An iamb (EYE-am) is a metrical unit consisting of two syllables where an initial unstressed syllable is followed by a stressed syllable. For example, the words amuse (a-MUSE), portray (por-TRAY), delight (de-LIGHT), and return (re-TURN) are all iambs. Iambs are used in poetry and in verse plays.
The word iamb first appeared in English as a noun in the 1570s and as an adjective (iambic) in the 1580s. It comes from the Late Latin iambicus, which is derived from the Greek iambikos, from iambos, which means “metrical foot of one unaccented followed by one accented syllable; an iambic verse or poem.”
Iambs do not occur in a vacuum. Instead, multiple iambs are used in a line of verse to create meter. One iamb is considered one metric foot. The most common iambic meters are:
Iambs are used in both accentual verse and qualitative verse.
Writers use metrical feet in poetry and verse plays because they are the building blocks of rhythm. The patterns formed by repeating the unstressed and stressed syllables of iambs create music and harmony, which engage the audience by sounding pleasant.
The most common meter in English poetry is built on iambs, most particularly iambic pentameter. William Shakespeare used iambic pentameter in his sonnets and plays, and it can also be seen in the works of John Donne, John Milton, John Keats, and 20th-century American poet Edna St. Vincent Millay.
Many writers and lovers of literature believe the iamb is the most popular metric foot because its sound mimics the sound of a human heartbeat (da-DUM).
1. William Shakespeare, Macbeth
In Act I, Scene IV of Shakespeare’s famous tragedy, Macbeth muses upon the possibility of becoming king by saying:
The Prince of Cumberland! that is a step
On which I must fall down, or else o’erleap,
For in my way it lies. Stars, hide your fires:
Let not light see my black and deep desires:
The eye wink at the hand; yet let that be,
Which the eye fears, when it is done, to see. [bolded for emphasis]
This section, as with most of Shakespeare’s sonnets and plays, is written in iambic pentameter.
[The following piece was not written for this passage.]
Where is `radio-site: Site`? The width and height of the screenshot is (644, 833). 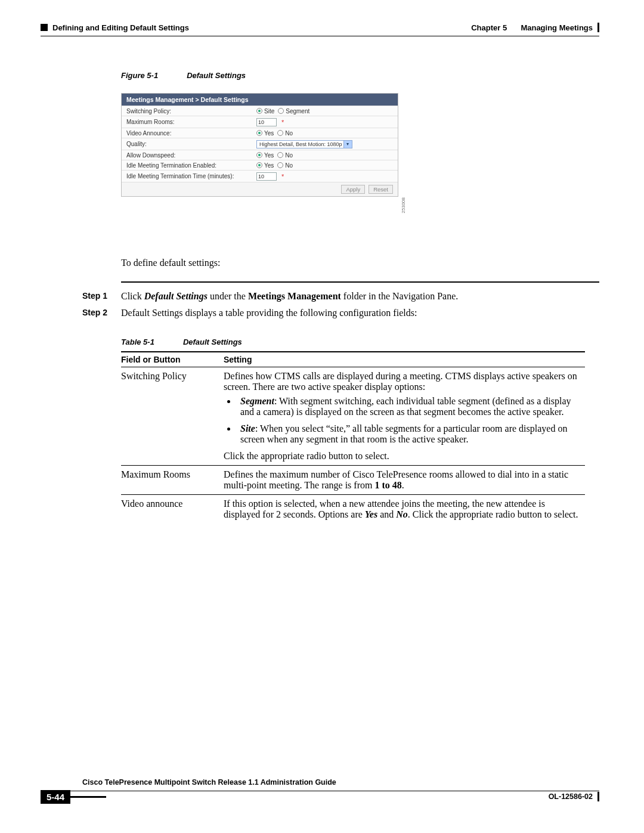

2. Emily Dickinson, “The Only News I Know”
Dickinson frequently wrote in iambs. For example, they appear in the opening stanza of this poem:
The Only News I know
Is Bulletins all Day
From Immortality. [bolded for emphasis]
Because this tercet (three-lined stanza) has three iambs per line, it is composed in iambic trimeter.
3. t’ai freedom ford, “dear Ebonics”
t’ai freedom ford’s book & more black is a series of what the poet calls “black-ass sonnets” inspired by Wanda Coleman’s work. As modern sonnets, the poem don’t need to adhere to meter or rhyme schemes; however, ford often plays with metric units to create rhythm.
In the last few lines of the poem “dear Ebonics,” ford writes:
& when whitewash tries
to render your black spectacular irrelevant
your heartbeat whisper: i be i be i be [bolded for emphasis]
Although the rest of the poem is in free verse, the final line of the sonnet dips into using iambs, particularly to place stress on the words heart and the repeated i.